Space

Look for it later, or now?
Space

Tight government budgets and commercial potential drive tiny spacecraft to powerful capabilities
Space

By Guy Norris
Core stage preparations continue as momentum builds for test and assembly of first SLS
Space

More than 10 years and 6 billion km have ticked by since Europe’s Rosetta mission launched atop an Ariane 5 rocket in 2004.
Space

Developments in consumer electronics are shaping fast small-satellite production
Space

Lockheed Martin is testing 3-D-printed subsystems on A2100 space bus

By Graham Warwick
Shared computing could provide long-term solution to global flight monitoring
Aerospace

ATV retirement opens new chapter in U.S., European space cooperation

Europe’s future ISS role complicated by next-gen launcher debate

Meosar taking the ‘search’ out of search and rescue
Aerospace

By Adrian Schofield
Aireon venture expands potential of ADS-B for aircraft tracking

Rides to orbit lagging smallsat development

A brief history of flight-tracking

By Jen DiMascio
Adoption of a catalog procurement mechanism puts hosted payloads on the horizon
Space

Pluto flyby likely to expand the Solar System

Challenges abound, but off-planet manufacturing can expedite exploration
Space

During the Farnborough International Airshow this month, Israel Aerospace Industries CEO and President Joseph Weiss talked with Paris Bureau Chief Amy Svitak, about plans to expand the company’s presence in the global space sector with exports of remote-sensing and communications satellites.

After the SpaceX protest, U.S. Air Force seeks more-competitive launch opportunities

Commercial space is the wave of the past

The surface of Mars is the most ambitious target for human explorers in the foreseeable future, given the state of technology, funding and political will today, according to a U.S. National Research Council study team that examined the issue over the past year and a half.

James Clay Moltz
For the first several decades of human space activity, the economically and militarily valuable region of near-Earth orbit seemed like an infinite resource.
Space

Commercial cargo-carrier upgrade could ship supplies to deep space

Britain’s 25% boost in space spending attracts foreign investment
Space

By Joe Anselmo, Graham Warwick
Boeing CEO Jim McNerney talked at the company’s headquarters in Chicago with Editor-in-Chief Joseph C.
Air Transport

N o doubt there was a lot of eye-rolling at NASA headquarters back in May when the Government Accountability Office faulted the agency for its lack of rigor in estimating life-cycle costs for the heavy-lift Space Launch System (SLS). Certainly no one there who wants to see the big booster built is eager to draw attention to its price tag. But no one knows the costs of SLS or any of the other hardware NASA needs to fulfill its mandate to explore space.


Exercise aim »
Write the data out again exactly, dropping any images it holds.

Provided data »
[Start of Attachment]

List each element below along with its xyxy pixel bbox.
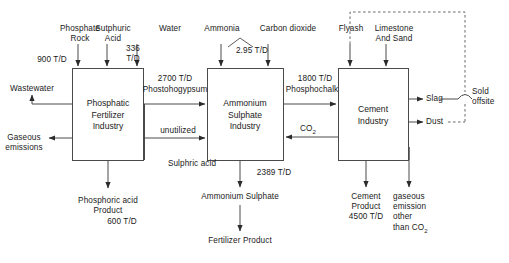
label-ammonia: Ammonia [204, 24, 239, 34]
label-phosphate-rock-rate: 900 T/D [37, 55, 67, 65]
label-co2-flow: CO2 [300, 124, 316, 137]
label-limestone-and-sand: Limestone And Sand [375, 24, 414, 44]
co2-subscript: 2 [313, 129, 316, 135]
label-sulphuric-acid-rate: 336 T/D [126, 44, 140, 64]
label-phosphochalk-rate: 1800 T/D [298, 74, 332, 84]
label-phosphochalk: Phosphochalk [286, 85, 339, 95]
gaseous-other-subscript: 2 [424, 227, 427, 233]
label-ammonium-sulphate-rate: 2389 T/D [257, 168, 291, 178]
label-cement-product: Cement Product 4500 T/D [349, 192, 383, 223]
gaseous-other-text: gaseous emission other than CO [393, 192, 426, 232]
box-label-cement-industry: Cement Industry [358, 104, 389, 127]
label-gaseous-emissions: Gaseous emissions [5, 133, 42, 153]
label-phostohogypsum-rate: 2700 T/D [158, 74, 192, 84]
label-fertilizer-product: Fertilizer Product [208, 236, 272, 246]
label-slag: Slag [426, 94, 443, 104]
label-sulphuric-acid: Sutphuric Acid [95, 24, 131, 44]
label-phosphoric-acid-product: Phosphoric acid Product [78, 196, 138, 216]
label-flyash: Flyash [339, 24, 364, 34]
label-gaseous-emission-other: gaseous emission other than CO2 [393, 192, 428, 235]
label-water: Water [159, 24, 181, 34]
label-ammonium-sulphate: Ammonium Sulphate [201, 192, 279, 202]
label-phosphoric-acid-rate: 600 T/D [107, 217, 137, 227]
label-sulphric-acid: Sulphric acid [168, 159, 216, 169]
arrow-wastewater-output [32, 95, 72, 104]
label-dust: Dust [426, 117, 443, 127]
label-wastewater: Wastewater [10, 84, 54, 94]
box-label-phosphatic-fertilizer-industry: Phosphatic Fertilizer Industry [87, 98, 130, 133]
box-label-ammonium-sulphate-industry: Ammonium Sulphate Industry [223, 98, 266, 133]
slag-line-hop-arc [458, 95, 472, 100]
label-carbon-dioxide: Carbon dioxide [260, 24, 316, 34]
label-phosphate-rock: Phosphate Rock [60, 24, 100, 44]
label-unutilized: unutilized [160, 126, 196, 136]
co2-text: CO [300, 124, 312, 133]
label-ammonia-rate: 2.95 T/D [236, 46, 268, 56]
process-flow-diagram: Phosphate Rock 900 T/D Sutphuric Acid 33… [0, 0, 509, 263]
label-sold-offsite: Sold offsite [472, 87, 494, 107]
label-phostohogypsum: Phostohogypsum [143, 85, 208, 95]
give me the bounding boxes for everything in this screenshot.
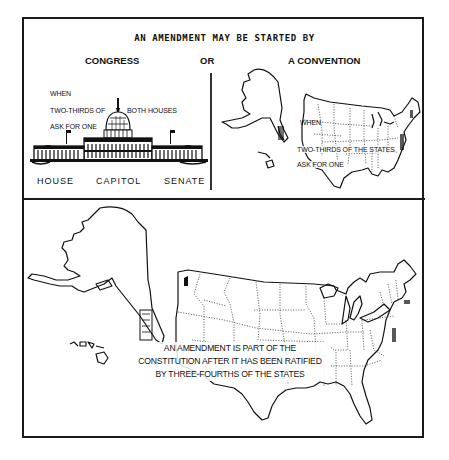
congress-heading: CONGRESS xyxy=(85,55,139,66)
or-separator: OR xyxy=(200,55,214,66)
capitol-building-icon xyxy=(30,96,210,166)
convention-when: WHEN xyxy=(300,119,321,126)
ratification-caption: AN AMENDMENT IS PART OF THE CONSTITUTION… xyxy=(130,342,330,381)
us-map-small-icon xyxy=(222,68,427,190)
convention-two-thirds: TWO-THIRDS OF THE STATES xyxy=(297,146,395,153)
convention-ask-for-one: ASK FOR ONE xyxy=(297,161,344,168)
ratification-line-2: CONSTITUTION AFTER IT HAS BEEN RATIFIED xyxy=(130,355,330,368)
ratification-line-1: AN AMENDMENT IS PART OF THE xyxy=(130,342,330,355)
convention-heading: A CONVENTION xyxy=(288,55,360,66)
senate-label: SENATE xyxy=(164,176,205,186)
diagram-title: AN AMENDMENT MAY BE STARTED BY xyxy=(0,33,449,43)
capitol-label: CAPITOL xyxy=(96,176,141,186)
house-label: HOUSE xyxy=(37,176,74,186)
panel-divider-vertical xyxy=(210,73,212,190)
us-map-large-icon xyxy=(24,200,424,438)
ratification-line-3: BY THREE-FOURTHS OF THE STATES xyxy=(130,368,330,381)
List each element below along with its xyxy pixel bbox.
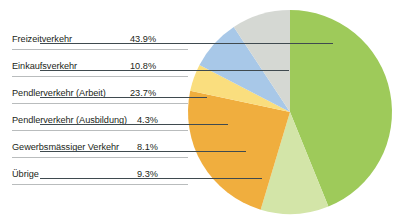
pie-slice-group: [188, 10, 392, 214]
chart-page: Freizeitverkehr 43.9% Einkaufsverkehr 10…: [0, 0, 410, 223]
pie-chart: [0, 0, 410, 223]
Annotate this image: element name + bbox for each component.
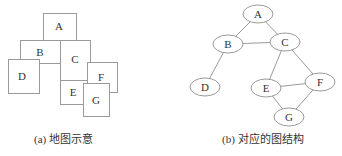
graph-node-f: F [305, 73, 335, 91]
map-region-label: C [71, 53, 78, 65]
graph-node-label: D [201, 81, 209, 93]
graph-nodes: ABCDEFG [190, 5, 335, 126]
graph-node-label: E [263, 82, 270, 94]
map-region-label: F [98, 71, 104, 83]
graph-node-a: A [243, 5, 273, 23]
graph-node-label: G [285, 111, 293, 123]
graph-node-label: B [224, 38, 231, 50]
map-region-label: A [55, 20, 63, 32]
graph-caption: (b) 对应的图结构 [222, 130, 304, 146]
graph-node-b: B [213, 35, 243, 53]
graph-edges [205, 14, 320, 117]
map-region-label: D [18, 70, 26, 82]
map-region-label: E [70, 86, 77, 98]
map-region-c: C [61, 41, 91, 81]
map-diagram: ABCDEFG [9, 14, 118, 117]
map-region-label: B [36, 46, 43, 58]
map-region-label: G [92, 94, 100, 106]
map-region-a: A [44, 14, 77, 41]
graph-node-label: C [281, 36, 288, 48]
graph-node-e: E [251, 79, 281, 97]
graph-node-label: A [254, 8, 262, 20]
graph-node-label: F [317, 76, 323, 88]
map-region-d: D [9, 60, 40, 94]
graph-node-g: G [274, 108, 304, 126]
map-caption: (a) 地图示意 [34, 130, 93, 146]
graph-node-d: D [190, 78, 220, 96]
graph-node-c: C [270, 33, 300, 51]
map-region-g: G [84, 84, 110, 117]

[End of Attachment]

Solution »
List each element below along with its xyxy pixel bbox.
label-ammonia: Ammonia [204, 24, 239, 34]
label-phosphate-rock-rate: 900 T/D [37, 55, 67, 65]
label-co2-flow: CO2 [300, 124, 316, 137]
label-limestone-and-sand: Limestone And Sand [375, 24, 414, 44]
co2-subscript: 2 [313, 129, 316, 135]
label-sulphuric-acid-rate: 336 T/D [126, 44, 140, 64]
label-phosphochalk-rate: 1800 T/D [298, 74, 332, 84]
label-phosphochalk: Phosphochalk [286, 85, 339, 95]
gaseous-other-subscript: 2 [424, 227, 427, 233]
label-ammonium-sulphate-rate: 2389 T/D [257, 168, 291, 178]
label-cement-product: Cement Product 4500 T/D [349, 192, 383, 223]
gaseous-other-text: gaseous emission other than CO [393, 192, 426, 232]
box-label-cement-industry: Cement Industry [358, 104, 389, 127]
label-gaseous-emissions: Gaseous emissions [5, 133, 42, 153]
label-phostohogypsum-rate: 2700 T/D [158, 74, 192, 84]
label-fertilizer-product: Fertilizer Product [208, 236, 272, 246]
label-slag: Slag [426, 94, 443, 104]
label-sulphuric-acid: Sutphuric Acid [95, 24, 131, 44]
label-phosphoric-acid-product: Phosphoric acid Product [78, 196, 138, 216]
label-flyash: Flyash [339, 24, 364, 34]
label-gaseous-emission-other: gaseous emission other than CO2 [393, 192, 428, 235]
label-water: Water [159, 24, 181, 34]
label-ammonium-sulphate: Ammonium Sulphate [201, 192, 279, 202]
label-phosphoric-acid-rate: 600 T/D [107, 217, 137, 227]
label-sulphric-acid: Sulphric acid [168, 159, 216, 169]
arrow-wastewater-output [32, 95, 72, 104]
label-dust: Dust [426, 117, 443, 127]
label-wastewater: Wastewater [10, 84, 54, 94]
box-label-phosphatic-fertilizer-industry: Phosphatic Fertilizer Industry [87, 98, 130, 133]
box-label-ammonium-sulphate-industry: Ammonium Sulphate Industry [223, 98, 266, 133]
slag-line-hop-arc [458, 95, 472, 100]
label-carbon-dioxide: Carbon dioxide [260, 24, 316, 34]
label-phosphate-rock: Phosphate Rock [60, 24, 100, 44]
label-unutilized: unutilized [160, 126, 196, 136]
co2-text: CO [300, 124, 312, 133]
label-ammonia-rate: 2.95 T/D [236, 46, 268, 56]
process-flow-diagram: Phosphate Rock 900 T/D Sutphuric Acid 33… [0, 0, 509, 263]
label-sold-offsite: Sold offsite [472, 87, 494, 107]
label-phostohogypsum: Phostohogypsum [143, 85, 208, 95]
give me the bounding boxes for everything in this screenshot.
congress-heading: CONGRESS xyxy=(85,55,139,66)
or-separator: OR xyxy=(200,55,214,66)
capitol-building-icon xyxy=(30,96,210,166)
convention-when: WHEN xyxy=(300,119,321,126)
ratification-caption: AN AMENDMENT IS PART OF THE CONSTITUTION… xyxy=(130,342,330,381)
us-map-small-icon xyxy=(222,68,427,190)
convention-two-thirds: TWO-THIRDS OF THE STATES xyxy=(297,146,395,153)
convention-ask-for-one: ASK FOR ONE xyxy=(297,161,344,168)
ratification-line-2: CONSTITUTION AFTER IT HAS BEEN RATIFIED xyxy=(130,355,330,368)
ratification-line-1: AN AMENDMENT IS PART OF THE xyxy=(130,342,330,355)
convention-heading: A CONVENTION xyxy=(288,55,360,66)
senate-label: SENATE xyxy=(164,176,205,186)
diagram-title: AN AMENDMENT MAY BE STARTED BY xyxy=(0,33,449,43)
capitol-label: CAPITOL xyxy=(96,176,141,186)
house-label: HOUSE xyxy=(37,176,74,186)
panel-divider-vertical xyxy=(210,73,212,190)
us-map-large-icon xyxy=(24,200,424,438)
ratification-line-3: BY THREE-FOURTHS OF THE STATES xyxy=(130,368,330,381)
List each element below along with its xyxy pixel bbox.
pie-slice-group: [188, 10, 392, 214]
chart-page: Freizeitverkehr 43.9% Einkaufsverkehr 10…: [0, 0, 410, 223]
pie-chart: [0, 0, 410, 223]
Annotate this image: element name + bbox for each component.
graph-node-f: F [305, 73, 335, 91]
map-region-label: C [71, 53, 78, 65]
graph-node-label: D [201, 81, 209, 93]
graph-nodes: ABCDEFG [190, 5, 335, 126]
graph-node-label: E [263, 82, 270, 94]
map-region-label: F [98, 71, 104, 83]
graph-node-a: A [243, 5, 273, 23]
graph-node-label: G [285, 111, 293, 123]
graph-node-label: B [224, 38, 231, 50]
map-region-label: A [55, 20, 63, 32]
graph-caption: (b) 对应的图结构 [222, 130, 304, 146]
graph-node-b: B [213, 35, 243, 53]
graph-edges [205, 14, 320, 117]
map-region-label: D [18, 70, 26, 82]
map-region-label: E [70, 86, 77, 98]
map-region-c: C [61, 41, 91, 81]
map-diagram: ABCDEFG [9, 14, 118, 117]
map-region-label: B [36, 46, 43, 58]
map-region-label: G [92, 94, 100, 106]
map-region-a: A [44, 14, 77, 41]
graph-node-label: C [281, 36, 288, 48]
graph-node-e: E [251, 79, 281, 97]
graph-node-label: A [254, 8, 262, 20]
graph-node-label: F [317, 76, 323, 88]
map-region-d: D [9, 60, 40, 94]
graph-node-g: G [274, 108, 304, 126]
map-caption: (a) 地图示意 [34, 130, 93, 146]
graph-node-d: D [190, 78, 220, 96]
graph-node-c: C [270, 33, 300, 51]
map-region-g: G [84, 84, 110, 117]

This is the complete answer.